Monitor WordPress logs for suspicious meta queries or unusual access patterns, particularly database queries targeting wp_usermeta, wp_postmeta, or wp_termmeta tables initiated by lower-privilege users. Audit user role assignments to identify unexpected Contributor or Author accounts. Review meta access logs if your WordPress installation or plugins provide query logging; look for patterns of sequential object ID enumeration. Use Web Application Firewalls (WAF) to detect and flag requests that attempt to enumerate or extract metadata in bulk. Check for unusual plugin settings or block configurations that expose meta fields to broader access than intended.

Why prioritize this

This vulnerability merits prompt remediation because it enables direct unauthorized access to potentially sensitive customer and user data without requiring privilege escalation or advanced exploitation techniques. The MEDIUM severity rating reflects the requirement for authenticated access, but organizations handling PII should treat this as higher priority. The ease of exploitation once credentials are obtained, combined with the scope of data at risk (user, post, and term metadata across the entire database), makes this a legitimate privacy and compliance concern for WordPress administrators.

Risk score, explained

CVE-2026-3173 scores 6.5 on CVSS 3.1 (MEDIUM severity) based on the following factors: Network-accessible attack vector; low attack complexity (straightforward object ID enumeration); requirement for local user authentication; no user interaction; impact limited to confidentiality with no integrity or availability consequences. The score reflects the controlled blast radius (authenticated users only) but recognizes the high confidentiality impact once access is obtained. Organizations with robust user provisioning practices and minimal Contributor accounts will experience lower practical risk; those with looser access policies face greater exposure.

Frequently asked questions

Can a site be exploited if Contributor accounts are not distributed to external users?

The vulnerability still exists for any authenticated Contributor or above. Internal staff, contractors, or temporarily granted Contributor access increases risk. However, sites that strictly limit Contributor roles to highly trusted individuals significantly reduce the attack surface compared to those that distribute Contributor access broadly.

Does the vulnerability require the Meta Field Block to be actively used in the site layout?

The vulnerable code path exists within the plugin regardless of whether Meta Field Block is actively displayed. An attacker with Contributor access can trigger the vulnerability programmatically by crafting requests that invoke the vulnerable metadata-retrieval logic, even if the block is not visible in published posts.

Will enabling two-factor authentication prevent exploitation?

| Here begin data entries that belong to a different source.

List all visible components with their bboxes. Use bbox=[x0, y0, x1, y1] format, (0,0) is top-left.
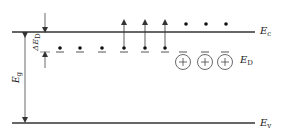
excitation-arrows bbox=[124, 22, 165, 47]
band-diagram-canvas bbox=[0, 0, 287, 139]
ionized-donors bbox=[176, 55, 233, 70]
donor-electrons bbox=[58, 46, 167, 50]
donor-level-label: ED bbox=[240, 55, 253, 67]
conduction-band-label: Ec bbox=[260, 26, 271, 38]
bandgap-label: Eg bbox=[12, 72, 23, 83]
donor-ionization-label: ΔED bbox=[32, 33, 42, 50]
valence-band-label: Ev bbox=[260, 118, 271, 130]
conduction-electrons bbox=[184, 22, 228, 26]
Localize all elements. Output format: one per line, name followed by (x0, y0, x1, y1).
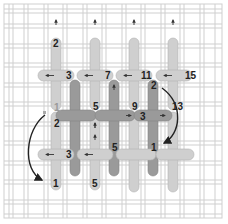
curve-left-arrow (28, 115, 45, 180)
label-mid-1: 1 (54, 102, 60, 113)
label-bot-1b: 1 (53, 178, 59, 189)
label-bot-1: 1 (151, 142, 157, 153)
label-top-15: 15 (185, 70, 197, 81)
label-mid-9: 9 (132, 101, 138, 112)
label-mid-3: 3 (140, 111, 146, 122)
label-mid-2b: 2 (151, 80, 157, 91)
label-bot-5b: 5 (92, 178, 98, 189)
label-mid-2: 2 (54, 118, 60, 129)
stitch-dark-v1 (70, 80, 80, 176)
label-top-2: 2 (53, 38, 59, 49)
diagram-canvas: 2 3 7 11 15 1 2 5 9 3 2 13 3 5 1 1 5 (0, 0, 228, 224)
label-top-3: 3 (66, 70, 72, 81)
stitch-dark-v3 (148, 80, 158, 176)
label-bot-3: 3 (66, 149, 72, 160)
label-top-7: 7 (105, 70, 111, 81)
label-mid-5: 5 (93, 101, 99, 112)
label-bot-5: 5 (112, 142, 118, 153)
middle-horizontal-stitches (56, 110, 172, 121)
start-dot (43, 111, 46, 114)
label-mid-13: 13 (172, 101, 184, 112)
stitch-diagram: 2 3 7 11 15 1 2 5 9 3 2 13 3 5 1 1 5 (0, 0, 228, 224)
stitch-dark-v2 (109, 80, 119, 176)
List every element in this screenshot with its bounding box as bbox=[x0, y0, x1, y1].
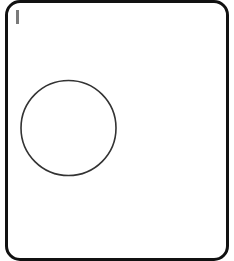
circle-shape[interactable] bbox=[21, 81, 116, 176]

Two-factor authentication (2FA) will prevent unauthorized login with stolen credentials, but it does not address the underlying IDOR flaw. Once a legitimate Contributor account is compromised or an internal user acts maliciously, 2FA is bypassed. The fundamental fix is to upgrade the plugin and implement proper authorization checks.

What if we do not know which metadata is stored by third-party plugins?

Conduct a database audit to catalog what information is stored in wp_usermeta, wp_postmeta, and wp_termmeta. Query your database to see what keys are present and their values. This visibility will help you prioritize remediation and identify especially sensitive data (PII, encryption keys, payment tokens) that should never be stored in metadata or should be encrypted at rest.

This analysis is provided for informational purposes only and reflects the CVE record and vulnerability description as published. Specific patch versions, release dates, and vendor remediation timelines should be verified directly with the plugin vendor's official security advisory. Organizations should conduct thorough risk assessments tailored to their specific WordPress configurations, installed plugins, and user role policies before prioritizing remediation efforts. No liability is assumed for the accuracy of derived technical details or business impact assessments. Source: NVD (public-domain), retrieved 2026-07-07. Analysis generated by SEC.co (claude-haiku-4-5).